While I personally most appreciate the resources/opportunities/system that MIT offers, there are also virtues to the Cambridge system ... for example:
  • I really like having typed handouts professors give in lectures. This guarantees my notes are comprehensive and ensures that I don't miss something just because the lawn mower on Killian was too loud for me to hear what the professor just said. This is also how they can keep lectures so short at Cam - because they're not spending ages writing everything out on the board (they use pre-printed overhead projector slides).
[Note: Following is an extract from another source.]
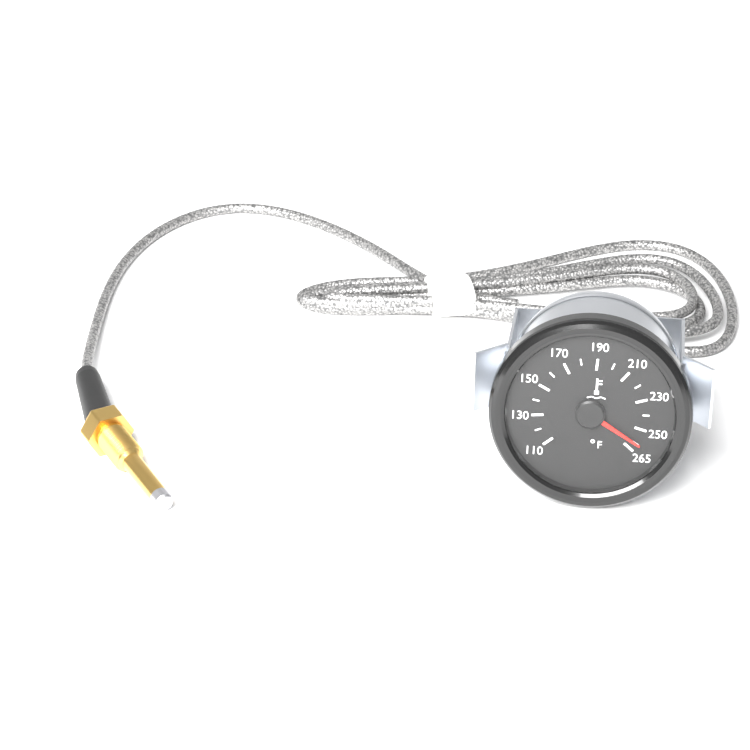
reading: 260 °F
  • Despite hating Cambridge labs at first, I am starting to realize the benefit of them. The major grievances with labs is that (a) you have to sign up before term even starts, (b) you might be doing it the 1st week or the last week - so you shouldn't necessarily need lectures to understand what you're doing, (c) but you do need lectures to understand what you're doing if you want to do it properly, (d) there is almost no help, (e) it is so disjointed from the course/lectures itself as a standalone one-time experiment for each class. But, on the bright side, it forces me to sit down and really analyze theory put into practice, and scramble to teach myself the theory because otherwise (since there is little to no guidance provided during your lab - just several other students who are equally as confused as you) I'd have no idea what to write about in the report. [my first lab at Cambridge, I explained that I was an exchange student, hadn't taken the first two years of classes the engineers took here, and asked the instructor for his email in case I had any questions. His response: "oh .. well, I'm not really supposed to help you ..." and left it at that.]
  • Super limited contact-time (supervisions/recitations) and the lack of office hours: forces me to do a lot of independent study. Since professors/supervisors are really inaccessible (in comparison) and it's rare to find someone to help you/answer any questions, I find myself often sitting down in the library poring over notes until I finally figure it out on my own.
  • Light workload/fewer assignments: MIT always has you scrambling frantically just to get things completed that people never sit down to just read. We're too busy trying to solve problems and apply the theory, that I never, ever read textbooks at MIT, and the only context in which I review lecture notes is when I'm trying to solve a pset problem. At Cam, since classroom + supervision contact hours are so few, you get all the time in the world to just chill in the library and review notes. Inherently in the system of shorter lectures, it is implied that students will do post-study of lecture notes. The fact that we have much fewer assignments/actual work to do just makes you think, well, I better be doing something productive if I have no more problems to solve - guess I'll just study/read.


Updates to this list as I think of them. The aim is to give a comprehensive comparison concerning academics.